Grassroots Campaigns

Organizing and mobilizing refers to efforts to engage individuals and groups in collaborative efforts, coalitions, constituency development or community building around a specific viewpoint, or to inform the public about a particular set of issues.

How Grassroots Movements Effect Policy

A grassroots movement is one driven by the community. Grassroots movements are often at the local level, as many volunteers in the community give their time to support the local party, which can lead to helping the national party. For instance, a grassroots movement can lead to significant voter registration for a political party, which in turn helps the state and national parties.

Grassroots organizing can give you the momentum to address a community concern, win an election, or advance a public policy agenda. The key to creating a grassroots movement is to be organized. Organize your resources, people, and ideas. Develop a strategy with a long-term perspective to ensure success of your organizing efforts. Grassroots movements organize through procedures like:

  • hosting meetings, organizing demonstrations
  • putting up posters
  • mobilizing letter-writing, phone-calling, and emailing campaigns
  • using online social networks to organize virtual communities

Starting a Grassroots Movement

Build an initial working group.

Make a list of ten to fifteen people from diverse backgrounds that would agree that the issue you are working on is an important one facing the community. Make personal invitations to the people on your list. To successfully recruit participants and then move to action, the cause needs to be sponsored and led by a strong, diverse working group.

Talk about what you want to accomplish.

As a group, share your ideas about why it is important to engage the whole community or a larger group in addressing the issue you’ve been talking about in this dialogue. What is happening in your community that concerns you? Is this issue relevant to a large portion of the community? What is the geographic area we are trying to impact? What are the broad and specific goals we are aiming to achieve? Who should lead the program? Who else should be involved? Who is already working on this issue? Who else is affected by the issue?

Grow roots in your movement.

The purpose of grassroots movements is to address community issues by bringing together large numbers of people who represent diverse viewpoints, backgrounds, and experiences. Change is more lasting and effective when it happens at many levels-individual, group, institutional, and policy. Identify key people and organizations to recruit and explain why they should get involved, and how.

Document and evaluate.

One of the most effective things you can do to strengthen your grassroots movement is document and evaluate the entire effort. This doesn’t have to be a complicated undertaking. Most everyone who takes part in your movement will want to know who participated, how effective the organizing strategies were, and what the outcomes were. Moreover, grant-making foundations, public officials, news media, and other people who can help you expand and strengthen will want to know about your efforts and their impact.

The “Take Five” Campaign

Experienced advocates know three things:

  1. Phone and letter campaigns remain effective. Elected officials (and their staff) note the issues that generate the most letters and calls; they are a useful gauge of community support for/against an issue.
  2. Broad appeals for action don’t work. Alerts that sound too general, or too complicated, get set aside.
  3. The competition for attention is very keen. By now, there are so many groups sending out emails and “snail mails” requesting action that readers ignore much of what comes their way.

If you want your appeals to produce results, make taking action easy, time-limited, and easy it to fit into busy lives. Start a “Take Five” (as in 5 minutes) Campaign that overcomes all of the excuses people usually come up with for not participating. Provide sample letters, brief fact sheets, people to answer questions, blank paper/envelopes/stamps, plus the names and addresses of all the legislators.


__Exercise brief__. Every line below needs to be reproduced exactly.

########################################

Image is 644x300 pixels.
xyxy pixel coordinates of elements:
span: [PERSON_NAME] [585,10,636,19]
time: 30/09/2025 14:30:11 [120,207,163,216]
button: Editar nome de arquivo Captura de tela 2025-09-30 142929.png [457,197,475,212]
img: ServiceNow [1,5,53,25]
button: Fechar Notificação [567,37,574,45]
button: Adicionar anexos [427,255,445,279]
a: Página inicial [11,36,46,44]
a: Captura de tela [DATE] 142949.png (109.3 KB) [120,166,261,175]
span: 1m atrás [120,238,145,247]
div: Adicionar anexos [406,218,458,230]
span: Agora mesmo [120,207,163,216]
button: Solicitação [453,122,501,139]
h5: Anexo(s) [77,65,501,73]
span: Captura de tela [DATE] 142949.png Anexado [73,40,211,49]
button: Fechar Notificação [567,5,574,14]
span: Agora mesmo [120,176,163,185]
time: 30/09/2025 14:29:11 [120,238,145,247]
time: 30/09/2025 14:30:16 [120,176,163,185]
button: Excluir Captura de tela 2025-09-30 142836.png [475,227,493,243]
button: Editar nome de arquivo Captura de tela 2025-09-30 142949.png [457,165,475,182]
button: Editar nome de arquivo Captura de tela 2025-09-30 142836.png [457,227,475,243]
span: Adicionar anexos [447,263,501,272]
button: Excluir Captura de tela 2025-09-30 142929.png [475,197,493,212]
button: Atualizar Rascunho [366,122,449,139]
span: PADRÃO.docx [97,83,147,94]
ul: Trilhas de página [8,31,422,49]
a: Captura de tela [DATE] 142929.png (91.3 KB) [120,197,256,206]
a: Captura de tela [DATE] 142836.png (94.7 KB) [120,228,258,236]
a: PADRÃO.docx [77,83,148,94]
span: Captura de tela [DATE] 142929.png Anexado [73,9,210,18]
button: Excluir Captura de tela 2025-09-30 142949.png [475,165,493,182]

########################################

__Written answer__.
Image is 644x300 pixels.
xyxy pixel coordinates of elements:
span: [PERSON_NAME] [585,10,636,19]
time: 30/09/2025 14:30:11 [120,207,163,216]
button: Editar nome de arquivo Captura de tela 2025-09-30 142929.png [457,197,475,212]
img: ServiceNow [1,5,53,25]
button: Fechar Notificação [567,37,574,45]
button: Adicionar anexos [427,255,445,279]
a: Página inicial [11,36,46,44]
a: Captura de tela [DATE] 142949.png (109.3 KB) [120,166,261,175]
span: 1m atrás [120,238,145,247]
div: Adicionar anexos [406,218,458,230]
span: Agora mesmo [120,207,163,216]
button: Solicitação [453,122,501,139]
h5: Anexo(s) [77,65,501,73]
span: Captura de tela [DATE] 142949.png Anexado [73,40,211,49]
button: Fechar Notificação [567,5,574,14]
span: Agora mesmo [120,176,163,185]
time: 30/09/2025 14:29:11 [120,238,145,247]
time: 30/09/2025 14:30:16 [120,176,163,185]
button: Excluir Captura de tela 2025-09-30 142836.png [475,227,493,243]
button: Editar nome de arquivo Captura de tela 2025-09-30 142949.png [457,165,475,182]
button: Editar nome de arquivo Captura de tela 2025-09-30 142836.png [457,227,475,243]
span: Adicionar anexos [447,263,501,272]
button: Excluir Captura de tela 2025-09-30 142929.png [475,197,493,212]
button: Atualizar Rascunho [366,122,449,139]
span: PADRÃO.docx [97,83,147,94]
ul: Trilhas de página [8,31,422,49]
a: Captura de tela [DATE] 142929.png (91.3 KB) [120,197,256,206]
a: Captura de tela [DATE] 142836.png (94.7 KB) [120,228,258,236]
a: PADRÃO.docx [77,83,148,94]
span: Captura de tela [DATE] 142929.png Anexado [73,9,210,18]
button: Excluir Captura de tela 2025-09-30 142949.png [475,165,493,182]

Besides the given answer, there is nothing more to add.